Thursday, September 29, 2011

Gameela featured in Newsweek

Gameela was featured in this week's Newsweek Magazine in an article called 'The Women's Revolution.' Find an excerpt of the story below:

A ripple suddenly runs through the crowd. The commotion announces the arrival of Gameela Ismail, a TV presenter turned activist and politician. Ismail is the ex-wife of Ayman Nour, who in 2005 contested the presidency and then served five years in prison on what his supporters say were trumped-up charges of forging party-member signatures. (Ismail also used to work for Newsweek as a Cairo stringer.) While her husband was in jail, Ismail emerged as a leading voice of opposition to the regime—and paid the price. She was harassed, attacked in the media, and banned from work.

Ismail ran for Parliament in the elections of 2010 and was soundly defeated by a businessman affiliated with Mubarak’s National Democratic Party. But, she says, “I didn’t lose because he was a man and I’m a woman. I lost because I was with the opposition and he was with the ruling party. I lost because he had access to the security agencies and to the workers inside the polling station.” The elections were widely condemned as fraudulent, and the Parliament they brought to office was dissolved soon after Mubarak’s ouster.

Today, Ismail is back on TV—and back in politics. This fall she will run for Parliament again, likely as part of a coalition of liberal and left-wing groups. She admits that female candidates face the same problems as always—social prejudice, a lack of party support and funding—but is nonetheless optimistic. The revolution is a lesson for women about what they’re able to accomplish, she says. “We, as women and feminists, failed to get our rights. But we were able to get freedom for the whole of Egyptian society. We did for Egypt what we couldn’t do for ourselves. We were in the front lines of the revolution. And I am so proud—as a woman and a citizen.”

Around her, the slanting afternoon sunshine illuminates the busy, dusty square with its piles of garbage, its jerry-built entertainments, its poor, curious, and cheerful crowds. “If we want to be in a better position, we have to put in the effort,” says Ismail. “I don’t expect the military council to hand out privileges and roles to women. I don’t expect the interim cabinet to come looking for us and ask us to participate. But I’m not waiting for an invitation.”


#### EXERCISE DESCRIPTION
Nothing but the lines from the one containing "Parse this screenshot: output" through the end of the data should be retyped, exactly as they stand, and pictures should not be retyped.

:::

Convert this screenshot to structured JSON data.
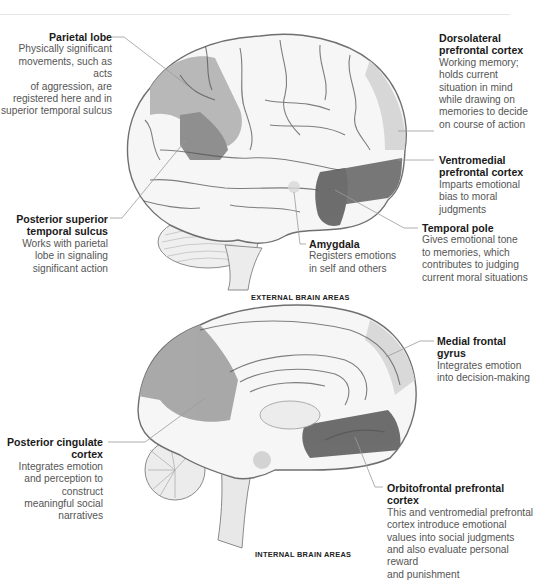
{
  "colors": {
    "highlight_light": "#b4b4b4",
    "highlight_mid": "#8f8f8f",
    "highlight_dark": "#6e6e6e",
    "leader_line": "#9a9a9a",
    "title_text": "#1a1a1a",
    "body_text": "#555555"
  },
  "external": {
    "caption": "EXTERNAL BRAIN AREAS",
    "labels": [
      {
        "id": "parietal-lobe",
        "title": "Parietal lobe",
        "desc": [
          "Physically significant",
          "movements, such as acts",
          "of aggression, are",
          "registered here and in",
          "superior temporal sulcus"
        ]
      },
      {
        "id": "dorsolateral-prefrontal-cortex",
        "title": [
          "Dorsolateral",
          "prefrontal cortex"
        ],
        "desc": [
          "Working memory;",
          "holds current",
          "situation in mind",
          "while drawing on",
          "memories to decide",
          "on course of action"
        ]
      },
      {
        "id": "ventromedial-prefrontal-cortex",
        "title": [
          "Ventromedial",
          "prefrontal cortex"
        ],
        "desc": [
          "Imparts emotional",
          "bias to moral",
          "judgments"
        ]
      },
      {
        "id": "posterior-superior-temporal-sulcus",
        "title": [
          "Posterior superior",
          "temporal sulcus"
        ],
        "desc": [
          "Works with parietal",
          "lobe in signaling",
          "significant action"
        ]
      },
      {
        "id": "temporal-pole",
        "title": "Temporal pole",
        "desc": [
          "Gives emotional tone",
          "to memories, which",
          "contributes to judging",
          "current moral situations"
        ]
      },
      {
        "id": "amygdala",
        "title": "Amygdala",
        "desc": [
          "Registers emotions",
          "in self and others"
        ]
      }
    ]
  },
  "internal": {
    "caption": "INTERNAL BRAIN AREAS",
    "labels": [
      {
        "id": "medial-frontal-gyrus",
        "title": [
          "Medial frontal",
          "gyrus"
        ],
        "desc": [
          "Integrates emotion",
          "into decision-making"
        ]
      },
      {
        "id": "posterior-cingulate-cortex",
        "title": [
          "Posterior cingulate",
          "cortex"
        ],
        "desc": [
          "Integrates emotion",
          "and perception to",
          "construct",
          "meaningful social",
          "narratives"
        ]
      },
      {
        "id": "orbitofrontal-prefrontal-cortex",
        "title": [
          "Orbitofrontal prefrontal",
          "cortex"
        ],
        "desc": [
          "This and ventromedial prefrontal",
          "cortex introduce emotional",
          "values into social judgments",
          "and also evaluate personal reward",
          "and punishment"
        ]
      }
    ]
  }
}
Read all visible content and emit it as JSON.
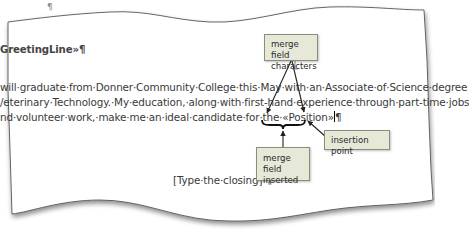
{
  "document": {
    "top_mark": "¶",
    "greeting_line": "GreetingLine»¶",
    "body_lines": [
      "will graduate from Donner Community College this May with an Associate of Science degree",
      "Veterinary Technology. My education, along with first-hand experience through part-time jobs",
      "nd volunteer work, make me an ideal candidate for the «Position»¶"
    ],
    "body_line_1": "will·graduate·from·Donner·Community·College·this·May·with·an·Associate·of·Science·degree",
    "body_line_2": "/eterinary·Technology.·My·education,·along·with·first-hand·experience·through·part-time·jobs",
    "body_line_3_prefix": "nd·volunteer·work,·make·me·an·ideal·candidate·for·the·",
    "merge_field": "«Position»",
    "pilcrow": "¶",
    "closing": "[Type·the·closing]·¶"
  },
  "callouts": {
    "merge_field_characters": "merge field characters",
    "merge_field_characters_lines": [
      "merge field",
      "characters"
    ],
    "merge_field_inserted_lines": [
      "merge field",
      "inserted"
    ],
    "insertion_point": "insertion point"
  },
  "colors": {
    "callout_fill": "#e6e8d8",
    "callout_border": "#8b8d78",
    "text": "#3a3a3a",
    "page_edge": "#555555"
  }
}
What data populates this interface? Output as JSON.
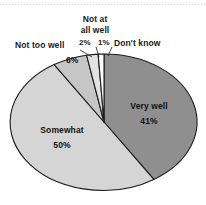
{
  "chart_data": {
    "type": "pie",
    "title": "",
    "subtitle": "",
    "xlabel": "",
    "ylabel": "",
    "legend_position": "none",
    "grid": false,
    "units": "percent",
    "total": 100,
    "categories": [
      "Very well",
      "Somewhat",
      "Not too well",
      "Not at all well",
      "Don't know"
    ],
    "values": [
      41,
      50,
      6,
      2,
      1
    ],
    "slices": [
      {
        "label": "Very well",
        "value": 41,
        "value_text": "41%",
        "color": "#8f8f8f",
        "label_placement": "inside"
      },
      {
        "label": "Somewhat",
        "value": 50,
        "value_text": "50%",
        "color": "#d5d5d5",
        "label_placement": "inside"
      },
      {
        "label": "Not too well",
        "value": 6,
        "value_text": "6%",
        "color": "#c6c6c6",
        "label_placement": "outside"
      },
      {
        "label": "Not at all well",
        "value": 2,
        "value_text": "2%",
        "color": "#e2e2e2",
        "label_placement": "outside"
      },
      {
        "label": "Don't know",
        "value": 1,
        "value_text": "1%",
        "color": "#ffffff",
        "label_placement": "outside"
      }
    ],
    "stroke_color": "#1c1c1c",
    "start_angle_deg": 0,
    "direction": "clockwise"
  },
  "labels": {
    "very_well_name": "Very well",
    "very_well_pct": "41%",
    "somewhat_name": "Somewhat",
    "somewhat_pct": "50%",
    "not_too_well_name": "Not too well",
    "not_too_well_pct": "6%",
    "not_at_all_well_line1": "Not at",
    "not_at_all_well_line2": "all well",
    "not_at_all_well_pct": "2%",
    "dont_know_pct": "1%",
    "dont_know_name": "Don't know"
  }
}
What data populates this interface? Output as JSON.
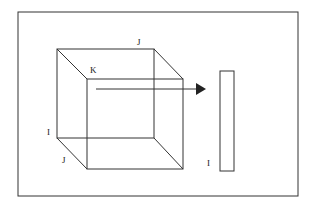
{
  "diagram": {
    "labels": {
      "top_edge": "J",
      "depth_edge": "K",
      "left_edge": "I",
      "bottom_depth_edge": "J",
      "slice_label": "I"
    },
    "colors": {
      "stroke": "#333333",
      "background": "#ffffff"
    }
  }
}
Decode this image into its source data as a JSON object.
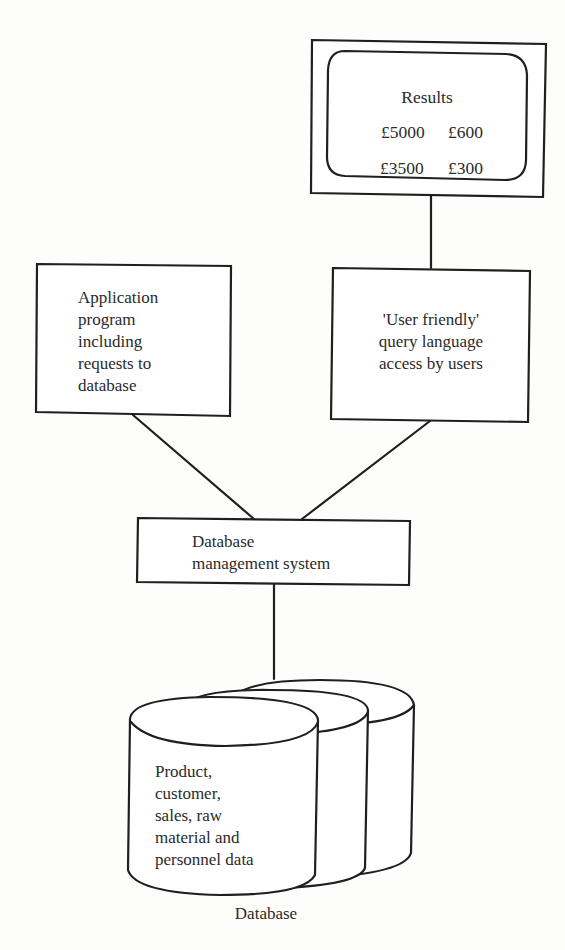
{
  "diagram": {
    "type": "database-architecture",
    "colors": {
      "ink": "#1f1f1f",
      "paper": "#fdfdfb"
    },
    "monitor": {
      "title": "Results",
      "values": [
        [
          "£5000",
          "£600"
        ],
        [
          "£3500",
          "£300"
        ]
      ]
    },
    "application_box": {
      "lines": [
        "Application",
        "program",
        "including",
        "requests to",
        "database"
      ]
    },
    "query_box": {
      "lines": [
        "'User friendly'",
        "query language",
        "access by users"
      ]
    },
    "dbms_box": {
      "lines": [
        "Database",
        "management system"
      ]
    },
    "database": {
      "lines": [
        "Product,",
        "customer,",
        "sales, raw",
        "material and",
        "personnel data"
      ],
      "caption": "Database"
    },
    "connections": [
      {
        "from": "monitor",
        "to": "query_box"
      },
      {
        "from": "application_box",
        "to": "dbms_box"
      },
      {
        "from": "query_box",
        "to": "dbms_box"
      },
      {
        "from": "dbms_box",
        "to": "database"
      }
    ]
  }
}
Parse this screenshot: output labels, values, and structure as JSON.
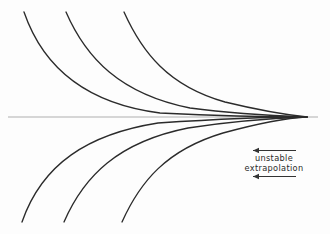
{
  "figure": {
    "background_color": "#fdfdfd",
    "curve_color": "#2b2b2b",
    "axis_color": "#c9c9c9",
    "annotation": {
      "line1": "unstable",
      "line2": "extrapolation",
      "arrow_direction": "left",
      "arrow_color": "#333333",
      "text_color": "#2b2b2b"
    }
  },
  "chart_data": {
    "type": "line",
    "title": "",
    "subtitle": "",
    "xlabel": "",
    "ylabel": "",
    "grid": false,
    "legend": "none",
    "xlim": [
      0,
      330
    ],
    "ylim": [
      234,
      0
    ],
    "annotations": [
      {
        "text": "unstable",
        "x": 274,
        "y": 158
      },
      {
        "text": "extrapolation",
        "x": 274,
        "y": 168
      },
      {
        "text": "arrow-left",
        "x": 253,
        "y": 151,
        "x2": 296
      },
      {
        "text": "arrow-left",
        "x": 253,
        "y": 177,
        "x2": 296
      }
    ],
    "axis_line": {
      "x1": 8,
      "y1": 117,
      "x2": 318,
      "y2": 117,
      "color": "#c9c9c9"
    },
    "convergence_point": {
      "x": 307,
      "y": 117
    },
    "series": [
      {
        "name": "upper-1",
        "path": "M 24 12 C 44 70, 90 104, 160 113 C 220 116, 275 117, 307 117"
      },
      {
        "name": "upper-2",
        "path": "M 66 12 C 86 58, 120 94, 190 108 C 235 114, 280 116, 307 117"
      },
      {
        "name": "upper-3",
        "path": "M 124 12 C 142 52, 168 86, 225 102 C 258 110, 288 115, 307 117"
      },
      {
        "name": "lower-1",
        "path": "M 22 222 C 42 164, 88 134, 158 123 C 218 119, 274 117, 307 117"
      },
      {
        "name": "lower-2",
        "path": "M 64 222 C 84 176, 118 142, 188 128 C 233 121, 280 118, 307 117"
      },
      {
        "name": "lower-3",
        "path": "M 122 222 C 140 182, 166 150, 223 133 C 256 124, 287 118, 307 117"
      }
    ]
  }
}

:::

#### TASK RESPONSE
Parse this screenshot: output labels, values, and structure as JSON.
{
  "figure": {
    "background_color": "#fdfdfd",
    "curve_color": "#2b2b2b",
    "axis_color": "#c9c9c9",
    "annotation": {
      "line1": "unstable",
      "line2": "extrapolation",
      "arrow_direction": "left",
      "arrow_color": "#333333",
      "text_color": "#2b2b2b"
    }
  },
  "chart_data": {
    "type": "line",
    "title": "",
    "subtitle": "",
    "xlabel": "",
    "ylabel": "",
    "grid": false,
    "legend": "none",
    "xlim": [
      0,
      330
    ],
    "ylim": [
      234,
      0
    ],
    "annotations": [
      {
        "text": "unstable",
        "x": 274,
        "y": 158
      },
      {
        "text": "extrapolation",
        "x": 274,
        "y": 168
      },
      {
        "text": "arrow-left",
        "x": 253,
        "y": 151,
        "x2": 296
      },
      {
        "text": "arrow-left",
        "x": 253,
        "y": 177,
        "x2": 296
      }
    ],
    "axis_line": {
      "x1": 8,
      "y1": 117,
      "x2": 318,
      "y2": 117,
      "color": "#c9c9c9"
    },
    "convergence_point": {
      "x": 307,
      "y": 117
    },
    "series": [
      {
        "name": "upper-1",
        "path": "M 24 12 C 44 70, 90 104, 160 113 C 220 116, 275 117, 307 117"
      },
      {
        "name": "upper-2",
        "path": "M 66 12 C 86 58, 120 94, 190 108 C 235 114, 280 116, 307 117"
      },
      {
        "name": "upper-3",
        "path": "M 124 12 C 142 52, 168 86, 225 102 C 258 110, 288 115, 307 117"
      },
      {
        "name": "lower-1",
        "path": "M 22 222 C 42 164, 88 134, 158 123 C 218 119, 274 117, 307 117"
      },
      {
        "name": "lower-2",
        "path": "M 64 222 C 84 176, 118 142, 188 128 C 233 121, 280 118, 307 117"
      },
      {
        "name": "lower-3",
        "path": "M 122 222 C 140 182, 166 150, 223 133 C 256 124, 287 118, 307 117"
      }
    ]
  }
}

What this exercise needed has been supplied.